Beyond Orthodoxy: Why RESBit Challenges Traditional Consensus
The core proposal of RESBit is not just to accumulate Bitcoin but to recognize a broader geopolitical reality. According to ETHNews data, over 25 million Brazilians already invest in digital assets, reflecting an adoption that policymakers cannot ignore. Diego Kolling, an analyst at Méliuz, has presented a strategic argument: as other governments and international investors accumulate Bitcoin—limited to a total of 21 million units—the entry cost for new buyers will only increase. Waiting longer could mean paying significantly higher prices in the future.
However, this sense of urgency directly conflicts with traditional concerns of central bankers. The Ministry of Finance, through its representative Daniel Leal, argued that Bitcoin’s volatility creates fiscal pressures much greater than those associated with stable assets Brazil is accustomed to. Additionally, the Central Bank pointed out a technical complication: the IMF classifies Bitcoin as a “non-financial asset,” which places it outside the conventional mandates for reserve holdings. This friction led legislators to propose an alternative structure: a sovereign fund operating independently of formal international reserves, allowing experimentation without directly exposing the country’s monetary architecture.
The RESBit Structure: Governance, Custody, and Transparency
The fund’s design reflects a careful balance between ambition and prudence. According to the legislative proposal, RESBit would be managed by the National Treasury under the direct supervision of a technical committee composed of representatives from the Central Bank and the Ministry of Finance. The physical management of Bitcoin would be carried out via cold wallets—offline wallets that minimize cybersecurity risks—an approach demonstrated by other digital asset managers as robust.

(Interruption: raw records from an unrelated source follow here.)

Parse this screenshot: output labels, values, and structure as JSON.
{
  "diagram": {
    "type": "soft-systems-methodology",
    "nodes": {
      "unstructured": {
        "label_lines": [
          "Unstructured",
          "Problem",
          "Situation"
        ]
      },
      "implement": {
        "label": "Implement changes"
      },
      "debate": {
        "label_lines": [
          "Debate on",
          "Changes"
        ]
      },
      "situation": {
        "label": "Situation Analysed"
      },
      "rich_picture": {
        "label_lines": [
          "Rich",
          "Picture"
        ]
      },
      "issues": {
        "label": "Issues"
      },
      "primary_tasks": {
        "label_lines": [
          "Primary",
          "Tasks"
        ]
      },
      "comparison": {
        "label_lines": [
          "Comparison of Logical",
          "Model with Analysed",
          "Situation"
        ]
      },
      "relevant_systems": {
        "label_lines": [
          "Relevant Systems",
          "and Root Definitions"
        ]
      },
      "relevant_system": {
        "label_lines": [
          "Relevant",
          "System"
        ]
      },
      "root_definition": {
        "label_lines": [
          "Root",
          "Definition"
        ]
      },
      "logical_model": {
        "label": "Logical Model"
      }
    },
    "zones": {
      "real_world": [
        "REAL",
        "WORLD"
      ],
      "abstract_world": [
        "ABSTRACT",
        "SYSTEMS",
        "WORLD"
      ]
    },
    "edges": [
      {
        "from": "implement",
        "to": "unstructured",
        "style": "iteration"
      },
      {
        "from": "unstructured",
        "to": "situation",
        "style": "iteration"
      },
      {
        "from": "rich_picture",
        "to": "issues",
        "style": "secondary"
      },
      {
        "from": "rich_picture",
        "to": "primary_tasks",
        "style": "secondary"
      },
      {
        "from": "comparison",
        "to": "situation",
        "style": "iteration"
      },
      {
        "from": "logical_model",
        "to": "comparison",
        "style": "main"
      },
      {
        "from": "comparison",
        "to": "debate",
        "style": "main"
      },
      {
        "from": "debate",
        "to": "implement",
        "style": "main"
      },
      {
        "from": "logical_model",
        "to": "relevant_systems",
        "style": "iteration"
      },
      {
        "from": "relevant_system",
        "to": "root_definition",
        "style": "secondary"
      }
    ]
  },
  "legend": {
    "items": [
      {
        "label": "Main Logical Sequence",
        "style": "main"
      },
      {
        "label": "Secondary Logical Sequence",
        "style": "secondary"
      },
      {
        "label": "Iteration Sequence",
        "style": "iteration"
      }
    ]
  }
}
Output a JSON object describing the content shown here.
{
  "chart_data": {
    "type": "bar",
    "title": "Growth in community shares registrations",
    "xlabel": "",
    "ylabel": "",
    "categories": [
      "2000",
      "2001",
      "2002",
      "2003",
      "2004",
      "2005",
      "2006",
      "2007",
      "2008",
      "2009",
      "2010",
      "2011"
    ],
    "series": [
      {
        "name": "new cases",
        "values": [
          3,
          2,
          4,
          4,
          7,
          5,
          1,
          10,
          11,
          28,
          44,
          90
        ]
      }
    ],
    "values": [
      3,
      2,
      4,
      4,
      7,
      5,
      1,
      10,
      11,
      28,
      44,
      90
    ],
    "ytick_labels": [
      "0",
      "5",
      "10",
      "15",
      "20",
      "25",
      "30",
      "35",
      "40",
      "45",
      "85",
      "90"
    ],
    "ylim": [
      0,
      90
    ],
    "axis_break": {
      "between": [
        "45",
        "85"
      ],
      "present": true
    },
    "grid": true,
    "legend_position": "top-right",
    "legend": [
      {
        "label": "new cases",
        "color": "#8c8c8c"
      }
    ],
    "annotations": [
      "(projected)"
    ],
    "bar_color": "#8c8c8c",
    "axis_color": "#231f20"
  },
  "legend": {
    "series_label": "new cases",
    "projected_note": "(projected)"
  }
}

Another distinctive element is the funding mechanism: instead of allocating government budget funds, RESBit would be partially capitalized with Bitcoin seized during law enforcement operations. This avoids immediate fiscal spending debates, although full funding would still require Congressional approval. Auditors would conduct semiannual reviews to ensure deposit integrity, and information would be published according to transparency protocols. This control system directly addresses risk concerns, transforming what began as an ideological debate into a discussion about mechanics: what to acquire, how to custody, when to rebalance.
The Legislative Path: From Conceptual Debate to Implementation
Since the August 2025 hearing, RESBit has advanced through committees on Science and Innovation, Finance and Taxes, and Constitution and Justice. The proposal did not face outright rejection, nor immediate adoption, suggesting that the Brazilian Congress sees value in cautious exploration. Support comes from parliamentarians who view RESBit as a mechanism to position Brazil at the forefront of financial innovation, while the technical concerns raised by the central bank are not vetoes but requests for clarification on fiscal risks.
If the project proceeds to votes in both chambers and is approved, its implementation will face immediate practical challenges: establishing secure custody protocols, defining purchase schedules to minimize price volatility impacts, and coordinating with the IMF on how to classify these assets in international reserve statistics. The fundamental question remains: should Brazil treat Bitcoin as a commodity reserve—similar to gold or lithium—or as a monetary policy experiment? For now, RESBit remains a proposal, but its very existence indicates that Latin American governments are seriously considering rewriting what “strategic reserve” means in the digital age.